O'KEEFE GEORGIA (1887-1986)
Nationality : American
Activity: Painter
Price range: Between $ 100,000 and 2 million
Born in Sun Prairie, Wisconsin, Georgia 0'Keefe studied painting with William Chase, Vanderpoel and Arthur W. Dow before meeting in 1916 Alfred Stieglitz, a famous photographer and collector. At that time her work was based on a kind of analysis of natural rendering with the ambition of only keeping an emotional essence in it.
O'Keefe always flirted with abstraction and was surely a pioneer of what was called Minimal art, which blossomed during the 1960s, especially when she painted her “Blue lines” as soon as the year 1916, two years before Malevich produced his daring “White over white”.
Clinging to austerity and essential spiritualism, she tackled during the 1920s the flower theme in accepting the fact that the flat surface of the canvas, which in her view had as much importance as the subject represented, was considered primarily as a pretext as in her “Mountains” or “Bones” or her famous “Window on the Lake George” of 1929, a work exhaling purity.
Her role as a precursor of Minimal art was obvious but her work, notably the representation of gigantic flowers, also had some parenthood with a kind of instinctive Surrealism somewhat naive in style, felt in the landscapes and vegetation she painted in the region of New-Mexico.
O'Keefe took part in many exhibitions in the U.S and abroad and had some retrospective shows in Chicago in 1943 and in Fort Worth in 1966. Not much known in Europe, she was considered from the late 1950s in the U.S as one of the main founders of the modern American school of painting.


What is being asked: Wherever the string "List" occurs in a line of these records, report that line.

Data records:
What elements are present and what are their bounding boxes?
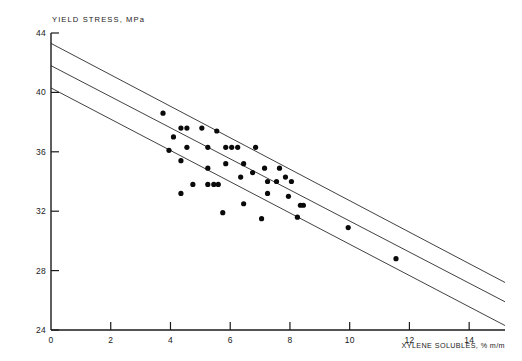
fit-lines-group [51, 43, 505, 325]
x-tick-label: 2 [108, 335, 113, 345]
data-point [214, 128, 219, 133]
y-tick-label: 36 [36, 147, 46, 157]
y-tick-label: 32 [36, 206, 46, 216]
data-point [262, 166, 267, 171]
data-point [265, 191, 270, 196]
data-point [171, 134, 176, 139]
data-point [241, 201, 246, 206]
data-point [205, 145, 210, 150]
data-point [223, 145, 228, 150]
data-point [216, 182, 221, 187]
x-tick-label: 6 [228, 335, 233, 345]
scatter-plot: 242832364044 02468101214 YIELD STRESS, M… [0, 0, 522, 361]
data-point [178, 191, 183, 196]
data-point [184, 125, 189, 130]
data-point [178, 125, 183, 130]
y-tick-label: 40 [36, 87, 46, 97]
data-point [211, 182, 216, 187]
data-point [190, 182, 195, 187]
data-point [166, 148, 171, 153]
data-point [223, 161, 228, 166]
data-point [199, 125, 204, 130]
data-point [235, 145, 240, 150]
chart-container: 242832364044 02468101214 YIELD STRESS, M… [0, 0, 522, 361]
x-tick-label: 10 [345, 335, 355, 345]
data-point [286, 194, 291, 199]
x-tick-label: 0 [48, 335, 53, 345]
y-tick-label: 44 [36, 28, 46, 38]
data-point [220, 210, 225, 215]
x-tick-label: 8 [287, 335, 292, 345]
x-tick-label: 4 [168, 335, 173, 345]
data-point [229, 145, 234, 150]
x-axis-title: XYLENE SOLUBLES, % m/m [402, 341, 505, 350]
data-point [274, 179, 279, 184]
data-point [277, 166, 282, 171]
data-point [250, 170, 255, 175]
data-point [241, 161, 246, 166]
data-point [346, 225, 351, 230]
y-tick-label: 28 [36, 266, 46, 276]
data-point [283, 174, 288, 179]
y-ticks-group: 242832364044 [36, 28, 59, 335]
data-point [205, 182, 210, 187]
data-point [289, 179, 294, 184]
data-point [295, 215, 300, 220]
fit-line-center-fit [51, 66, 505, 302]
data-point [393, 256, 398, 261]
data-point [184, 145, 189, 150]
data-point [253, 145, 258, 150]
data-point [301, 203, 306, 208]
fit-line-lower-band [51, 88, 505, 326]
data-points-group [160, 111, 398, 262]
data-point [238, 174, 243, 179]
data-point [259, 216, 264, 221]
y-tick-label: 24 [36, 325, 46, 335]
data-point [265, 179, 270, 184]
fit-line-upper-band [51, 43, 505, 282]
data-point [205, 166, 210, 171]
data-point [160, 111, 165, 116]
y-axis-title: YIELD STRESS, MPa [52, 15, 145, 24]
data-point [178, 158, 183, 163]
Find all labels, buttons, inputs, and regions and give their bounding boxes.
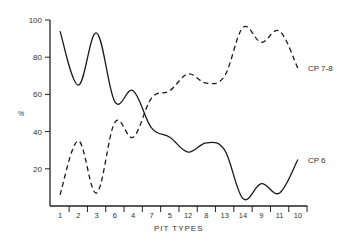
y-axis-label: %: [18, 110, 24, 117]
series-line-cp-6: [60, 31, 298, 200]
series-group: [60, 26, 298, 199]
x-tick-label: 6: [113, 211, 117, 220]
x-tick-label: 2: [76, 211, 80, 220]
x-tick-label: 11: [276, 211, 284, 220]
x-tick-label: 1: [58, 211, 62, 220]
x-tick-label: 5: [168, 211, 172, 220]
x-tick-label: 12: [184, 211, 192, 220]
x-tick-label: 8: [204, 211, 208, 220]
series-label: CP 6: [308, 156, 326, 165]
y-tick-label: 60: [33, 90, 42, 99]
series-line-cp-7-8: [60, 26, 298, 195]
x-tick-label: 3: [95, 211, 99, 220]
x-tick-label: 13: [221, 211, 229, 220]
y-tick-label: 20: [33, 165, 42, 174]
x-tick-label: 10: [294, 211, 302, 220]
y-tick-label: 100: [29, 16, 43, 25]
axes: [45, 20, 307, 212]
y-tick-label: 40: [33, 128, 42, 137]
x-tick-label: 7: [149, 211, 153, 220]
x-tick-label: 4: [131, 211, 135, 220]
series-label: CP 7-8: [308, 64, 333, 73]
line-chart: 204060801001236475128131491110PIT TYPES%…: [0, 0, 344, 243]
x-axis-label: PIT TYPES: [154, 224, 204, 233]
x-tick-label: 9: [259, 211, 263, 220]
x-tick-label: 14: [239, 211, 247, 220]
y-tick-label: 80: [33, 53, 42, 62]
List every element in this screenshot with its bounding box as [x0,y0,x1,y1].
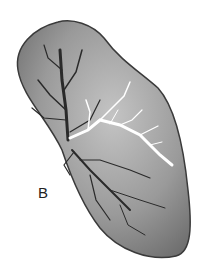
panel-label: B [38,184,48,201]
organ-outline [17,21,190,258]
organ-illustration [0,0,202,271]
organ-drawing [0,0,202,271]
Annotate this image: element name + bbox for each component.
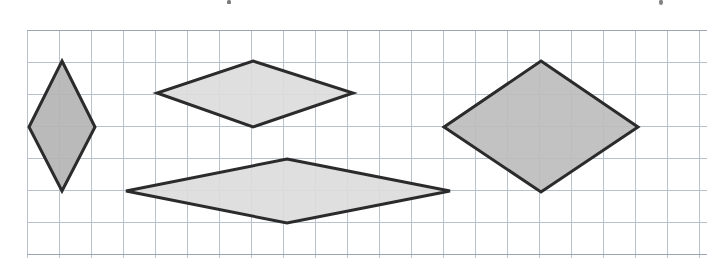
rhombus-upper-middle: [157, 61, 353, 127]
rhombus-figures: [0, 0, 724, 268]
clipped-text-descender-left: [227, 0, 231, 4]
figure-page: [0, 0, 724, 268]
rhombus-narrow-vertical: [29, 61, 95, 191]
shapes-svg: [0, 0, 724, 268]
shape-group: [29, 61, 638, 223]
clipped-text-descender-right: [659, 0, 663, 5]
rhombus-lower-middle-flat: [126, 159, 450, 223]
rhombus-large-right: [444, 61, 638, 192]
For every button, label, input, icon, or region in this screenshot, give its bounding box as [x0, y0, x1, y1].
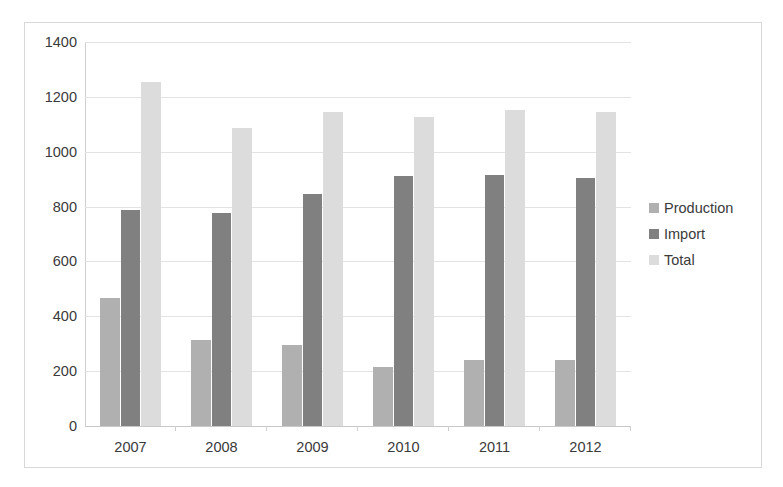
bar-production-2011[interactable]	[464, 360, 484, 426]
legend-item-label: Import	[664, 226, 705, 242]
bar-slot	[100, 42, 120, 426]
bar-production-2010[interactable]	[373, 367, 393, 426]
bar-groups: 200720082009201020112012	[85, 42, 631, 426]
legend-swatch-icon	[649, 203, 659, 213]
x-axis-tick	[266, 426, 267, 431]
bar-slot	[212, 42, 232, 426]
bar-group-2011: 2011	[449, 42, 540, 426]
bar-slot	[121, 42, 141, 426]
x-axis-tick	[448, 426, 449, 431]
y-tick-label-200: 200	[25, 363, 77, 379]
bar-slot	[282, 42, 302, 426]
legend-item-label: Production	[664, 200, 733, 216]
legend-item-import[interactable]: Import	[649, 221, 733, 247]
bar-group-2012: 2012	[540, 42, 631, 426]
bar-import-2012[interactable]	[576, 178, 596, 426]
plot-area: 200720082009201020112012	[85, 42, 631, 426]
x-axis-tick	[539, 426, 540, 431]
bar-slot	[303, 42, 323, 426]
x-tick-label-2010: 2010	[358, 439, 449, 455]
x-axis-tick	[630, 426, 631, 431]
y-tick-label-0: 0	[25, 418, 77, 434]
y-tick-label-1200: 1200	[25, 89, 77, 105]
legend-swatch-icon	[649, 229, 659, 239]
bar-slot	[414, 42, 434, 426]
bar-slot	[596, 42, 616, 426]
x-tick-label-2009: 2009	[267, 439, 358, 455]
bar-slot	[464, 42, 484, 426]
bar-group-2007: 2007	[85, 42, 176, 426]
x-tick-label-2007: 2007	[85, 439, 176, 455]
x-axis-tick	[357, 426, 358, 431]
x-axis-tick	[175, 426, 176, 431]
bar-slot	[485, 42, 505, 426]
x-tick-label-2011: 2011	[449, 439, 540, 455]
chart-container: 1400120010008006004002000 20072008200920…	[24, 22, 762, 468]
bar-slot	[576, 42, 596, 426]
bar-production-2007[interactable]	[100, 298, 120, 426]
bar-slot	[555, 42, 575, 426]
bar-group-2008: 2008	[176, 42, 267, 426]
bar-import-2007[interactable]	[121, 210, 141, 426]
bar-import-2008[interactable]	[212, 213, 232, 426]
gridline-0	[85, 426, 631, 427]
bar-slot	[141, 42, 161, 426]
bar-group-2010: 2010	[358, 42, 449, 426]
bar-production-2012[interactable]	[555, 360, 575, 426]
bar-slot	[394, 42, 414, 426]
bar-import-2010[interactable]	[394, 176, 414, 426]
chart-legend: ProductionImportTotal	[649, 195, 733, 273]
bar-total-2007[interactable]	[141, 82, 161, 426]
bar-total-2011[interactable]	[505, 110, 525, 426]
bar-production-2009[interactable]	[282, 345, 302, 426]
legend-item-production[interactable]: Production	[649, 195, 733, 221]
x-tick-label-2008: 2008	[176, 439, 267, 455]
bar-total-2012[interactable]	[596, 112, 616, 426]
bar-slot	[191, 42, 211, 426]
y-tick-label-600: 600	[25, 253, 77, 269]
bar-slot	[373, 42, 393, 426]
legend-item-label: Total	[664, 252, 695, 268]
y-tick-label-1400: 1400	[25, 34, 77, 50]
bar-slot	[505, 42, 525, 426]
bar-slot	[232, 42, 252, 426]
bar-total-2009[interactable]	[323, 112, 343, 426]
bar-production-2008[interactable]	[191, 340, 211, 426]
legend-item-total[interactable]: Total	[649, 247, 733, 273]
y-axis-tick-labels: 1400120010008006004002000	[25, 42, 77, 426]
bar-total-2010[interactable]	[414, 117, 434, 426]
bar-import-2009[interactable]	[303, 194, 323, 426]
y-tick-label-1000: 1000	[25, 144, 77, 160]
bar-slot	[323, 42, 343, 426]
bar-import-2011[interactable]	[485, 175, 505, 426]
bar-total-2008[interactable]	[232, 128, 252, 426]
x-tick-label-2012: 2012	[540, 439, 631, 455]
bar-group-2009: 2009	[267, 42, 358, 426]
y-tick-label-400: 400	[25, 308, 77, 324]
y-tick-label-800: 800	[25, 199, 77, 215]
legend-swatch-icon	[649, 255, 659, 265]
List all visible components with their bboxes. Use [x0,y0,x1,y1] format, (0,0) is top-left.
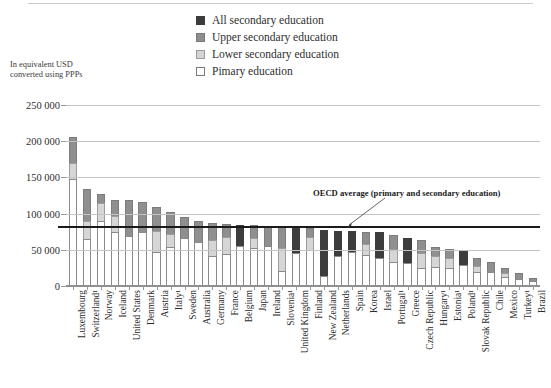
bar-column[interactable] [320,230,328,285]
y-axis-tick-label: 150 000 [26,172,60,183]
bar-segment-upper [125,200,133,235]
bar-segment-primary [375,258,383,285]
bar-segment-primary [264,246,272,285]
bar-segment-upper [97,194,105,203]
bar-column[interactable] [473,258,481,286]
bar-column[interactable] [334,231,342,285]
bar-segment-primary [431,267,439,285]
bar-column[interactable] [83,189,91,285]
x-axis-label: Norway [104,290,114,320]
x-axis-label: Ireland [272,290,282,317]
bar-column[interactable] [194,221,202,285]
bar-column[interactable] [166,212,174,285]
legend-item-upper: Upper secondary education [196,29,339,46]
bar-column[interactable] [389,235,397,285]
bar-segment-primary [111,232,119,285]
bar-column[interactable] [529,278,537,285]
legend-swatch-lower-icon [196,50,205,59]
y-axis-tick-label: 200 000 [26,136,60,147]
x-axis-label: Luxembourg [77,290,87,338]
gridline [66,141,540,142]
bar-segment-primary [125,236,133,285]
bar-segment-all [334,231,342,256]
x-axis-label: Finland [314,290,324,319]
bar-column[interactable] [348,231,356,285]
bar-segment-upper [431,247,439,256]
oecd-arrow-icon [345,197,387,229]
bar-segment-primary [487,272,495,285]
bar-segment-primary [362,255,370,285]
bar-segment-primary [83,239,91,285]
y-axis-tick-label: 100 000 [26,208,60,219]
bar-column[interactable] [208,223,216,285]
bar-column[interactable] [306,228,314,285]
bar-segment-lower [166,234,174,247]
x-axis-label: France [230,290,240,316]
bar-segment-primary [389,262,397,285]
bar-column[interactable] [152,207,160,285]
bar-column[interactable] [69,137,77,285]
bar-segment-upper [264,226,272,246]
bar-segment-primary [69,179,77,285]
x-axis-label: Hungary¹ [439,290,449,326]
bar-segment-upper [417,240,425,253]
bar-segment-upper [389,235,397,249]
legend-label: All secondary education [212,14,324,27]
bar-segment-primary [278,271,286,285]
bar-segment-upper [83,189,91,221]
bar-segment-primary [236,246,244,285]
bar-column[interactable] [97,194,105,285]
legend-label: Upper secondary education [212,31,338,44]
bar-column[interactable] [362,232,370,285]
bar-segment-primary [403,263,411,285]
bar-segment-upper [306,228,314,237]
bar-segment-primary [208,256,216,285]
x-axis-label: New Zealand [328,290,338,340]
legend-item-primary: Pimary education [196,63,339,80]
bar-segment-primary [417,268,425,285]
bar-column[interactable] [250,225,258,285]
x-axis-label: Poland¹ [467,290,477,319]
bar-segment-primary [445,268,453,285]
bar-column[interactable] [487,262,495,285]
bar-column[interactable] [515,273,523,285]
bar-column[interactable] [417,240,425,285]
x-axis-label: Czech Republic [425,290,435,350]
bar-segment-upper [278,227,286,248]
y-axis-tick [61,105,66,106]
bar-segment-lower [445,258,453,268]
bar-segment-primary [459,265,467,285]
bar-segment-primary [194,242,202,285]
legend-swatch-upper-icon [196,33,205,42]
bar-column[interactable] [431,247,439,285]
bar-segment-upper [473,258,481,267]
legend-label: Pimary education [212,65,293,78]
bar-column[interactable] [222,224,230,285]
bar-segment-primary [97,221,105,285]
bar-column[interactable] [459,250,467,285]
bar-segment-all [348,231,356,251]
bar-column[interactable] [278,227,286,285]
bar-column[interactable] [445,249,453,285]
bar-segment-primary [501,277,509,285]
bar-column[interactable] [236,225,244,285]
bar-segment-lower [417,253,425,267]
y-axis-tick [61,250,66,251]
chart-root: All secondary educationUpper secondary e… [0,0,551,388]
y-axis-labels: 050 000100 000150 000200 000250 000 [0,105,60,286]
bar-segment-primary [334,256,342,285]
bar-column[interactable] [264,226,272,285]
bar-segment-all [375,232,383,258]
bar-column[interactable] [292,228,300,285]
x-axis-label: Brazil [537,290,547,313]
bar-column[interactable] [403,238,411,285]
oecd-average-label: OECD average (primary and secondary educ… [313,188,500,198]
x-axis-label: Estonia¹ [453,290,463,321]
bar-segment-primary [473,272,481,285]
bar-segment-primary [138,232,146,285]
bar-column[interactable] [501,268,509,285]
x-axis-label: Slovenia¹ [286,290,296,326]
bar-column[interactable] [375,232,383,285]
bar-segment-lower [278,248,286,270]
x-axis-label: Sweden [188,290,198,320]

Output of the exercise:
List every element in this screenshot with its bounding box as [x0,y0,x1,y1].
List all visible components with their bboxes. Use [x0,y0,x1,y1] format, (0,0) is top-left.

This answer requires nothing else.